There is a strong correlation between high price variation and mergers and acquisitions of hospital operators and physician practices, two executives at America’s Health Insurance Plans assert.

The level of reimbursement for services performed in inpatient and outpatient settings is often enormous, according to a blog post by AHIP executives Aparna Higgins and German Veselovskiy, published by Health Affairs. For example, hospital outpatient departments receive twice as much for an echocardiogram than independent physician practices.

That in part has prompted many hospitals to acquire physician practices, with the number of “vertically consolidated” doctors almost doubling between 2007 and 2013.

As a result, there is enormous price variation, even for the most common services, such as office visits and x-rays. Prices ranged from 21 percent to 258 percent higher for seven common procedures when performed in a hospital outpatient setting, according to Higgins and Veselovskiy. A separate study published in Health Affairs last year concluded that prices for outpatient services in hospital settings have risen at a much higher rate than at ambulatory service centers.

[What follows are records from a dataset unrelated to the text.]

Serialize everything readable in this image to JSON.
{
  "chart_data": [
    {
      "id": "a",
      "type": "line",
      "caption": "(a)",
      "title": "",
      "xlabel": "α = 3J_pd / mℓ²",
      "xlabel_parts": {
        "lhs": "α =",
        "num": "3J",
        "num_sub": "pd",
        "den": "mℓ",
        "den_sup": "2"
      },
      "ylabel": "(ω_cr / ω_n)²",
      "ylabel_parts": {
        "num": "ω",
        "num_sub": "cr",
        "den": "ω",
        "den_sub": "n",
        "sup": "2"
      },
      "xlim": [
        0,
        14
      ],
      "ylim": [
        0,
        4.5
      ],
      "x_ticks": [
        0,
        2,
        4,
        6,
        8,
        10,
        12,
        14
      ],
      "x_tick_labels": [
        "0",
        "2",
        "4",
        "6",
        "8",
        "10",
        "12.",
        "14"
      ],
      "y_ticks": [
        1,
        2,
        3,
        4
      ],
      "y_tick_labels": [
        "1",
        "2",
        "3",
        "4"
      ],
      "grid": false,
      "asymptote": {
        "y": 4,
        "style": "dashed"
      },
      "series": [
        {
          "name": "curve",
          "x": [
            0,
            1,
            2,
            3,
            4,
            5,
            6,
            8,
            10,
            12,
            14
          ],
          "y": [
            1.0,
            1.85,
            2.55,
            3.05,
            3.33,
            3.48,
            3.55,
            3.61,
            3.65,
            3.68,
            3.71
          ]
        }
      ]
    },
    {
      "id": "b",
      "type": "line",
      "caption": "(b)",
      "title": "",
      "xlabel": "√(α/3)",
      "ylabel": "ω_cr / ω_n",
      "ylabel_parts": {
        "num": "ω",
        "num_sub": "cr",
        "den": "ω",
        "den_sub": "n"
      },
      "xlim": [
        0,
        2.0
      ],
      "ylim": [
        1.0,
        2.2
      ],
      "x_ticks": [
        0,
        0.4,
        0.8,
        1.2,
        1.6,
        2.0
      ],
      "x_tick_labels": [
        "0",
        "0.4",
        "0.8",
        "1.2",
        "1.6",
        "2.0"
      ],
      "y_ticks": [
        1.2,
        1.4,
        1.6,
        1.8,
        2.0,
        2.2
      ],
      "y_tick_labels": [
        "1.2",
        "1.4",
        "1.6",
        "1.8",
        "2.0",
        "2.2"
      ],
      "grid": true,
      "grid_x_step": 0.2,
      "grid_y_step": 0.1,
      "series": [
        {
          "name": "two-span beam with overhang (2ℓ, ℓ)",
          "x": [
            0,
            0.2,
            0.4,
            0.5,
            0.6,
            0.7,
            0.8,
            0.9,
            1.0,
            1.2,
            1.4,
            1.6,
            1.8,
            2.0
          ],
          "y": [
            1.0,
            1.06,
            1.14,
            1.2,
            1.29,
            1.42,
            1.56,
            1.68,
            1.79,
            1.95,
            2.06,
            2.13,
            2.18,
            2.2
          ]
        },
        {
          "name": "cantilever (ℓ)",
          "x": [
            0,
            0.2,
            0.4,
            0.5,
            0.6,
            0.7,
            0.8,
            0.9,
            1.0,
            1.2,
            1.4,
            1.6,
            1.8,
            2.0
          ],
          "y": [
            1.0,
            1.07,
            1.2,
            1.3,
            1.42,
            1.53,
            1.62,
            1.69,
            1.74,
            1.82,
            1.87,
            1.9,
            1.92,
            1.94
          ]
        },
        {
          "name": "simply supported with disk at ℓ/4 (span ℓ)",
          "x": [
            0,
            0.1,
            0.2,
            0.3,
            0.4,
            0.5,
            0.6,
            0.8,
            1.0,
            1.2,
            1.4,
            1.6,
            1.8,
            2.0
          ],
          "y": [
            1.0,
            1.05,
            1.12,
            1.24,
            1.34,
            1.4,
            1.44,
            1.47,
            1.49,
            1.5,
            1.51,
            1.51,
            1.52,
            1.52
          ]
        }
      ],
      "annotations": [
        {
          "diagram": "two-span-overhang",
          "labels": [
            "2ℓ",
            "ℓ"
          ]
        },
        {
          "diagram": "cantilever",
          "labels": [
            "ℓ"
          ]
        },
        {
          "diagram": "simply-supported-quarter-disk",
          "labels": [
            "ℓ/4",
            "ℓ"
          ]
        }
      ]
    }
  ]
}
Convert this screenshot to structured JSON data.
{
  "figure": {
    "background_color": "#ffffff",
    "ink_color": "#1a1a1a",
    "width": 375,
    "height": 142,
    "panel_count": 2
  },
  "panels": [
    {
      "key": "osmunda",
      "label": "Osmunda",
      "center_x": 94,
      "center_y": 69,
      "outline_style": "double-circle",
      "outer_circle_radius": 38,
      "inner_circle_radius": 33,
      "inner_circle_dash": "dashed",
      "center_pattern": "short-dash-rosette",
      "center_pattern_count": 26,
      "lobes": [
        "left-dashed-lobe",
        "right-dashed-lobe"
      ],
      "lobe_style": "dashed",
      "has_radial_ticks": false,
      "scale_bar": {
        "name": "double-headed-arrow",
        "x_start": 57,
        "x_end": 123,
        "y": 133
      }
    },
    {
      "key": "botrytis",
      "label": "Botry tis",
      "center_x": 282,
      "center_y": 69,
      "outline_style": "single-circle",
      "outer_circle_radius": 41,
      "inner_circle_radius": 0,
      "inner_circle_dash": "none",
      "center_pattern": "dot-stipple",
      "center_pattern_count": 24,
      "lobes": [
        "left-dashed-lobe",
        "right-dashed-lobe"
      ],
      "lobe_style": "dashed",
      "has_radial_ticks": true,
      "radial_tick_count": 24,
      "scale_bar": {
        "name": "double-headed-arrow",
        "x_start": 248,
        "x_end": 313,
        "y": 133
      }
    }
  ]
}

But mergers among hospitals themselves can also be attributed for driving up prices. “While consolidated health systems may gain the ability to better coordinate care for the patients, they are certainly gaining greater market power,” the authors said. “This makes it difficult for insurers to bargain successfully with one of only a few health systems to achieve lower prices.”

The authors noted that costs could be better controlled if the Centers for Medicare & Medicaid Services and other payers followed the recommendations of the Medicare Payment Advisory Commission, or MedPAC, to equalize the payments between hospital outpatient and physician office settings of 66 different services.

CMS did take some action last year, cutting prices for outpatient services at hospitals slightly, while also providing physicians a minute pay bump for the same services.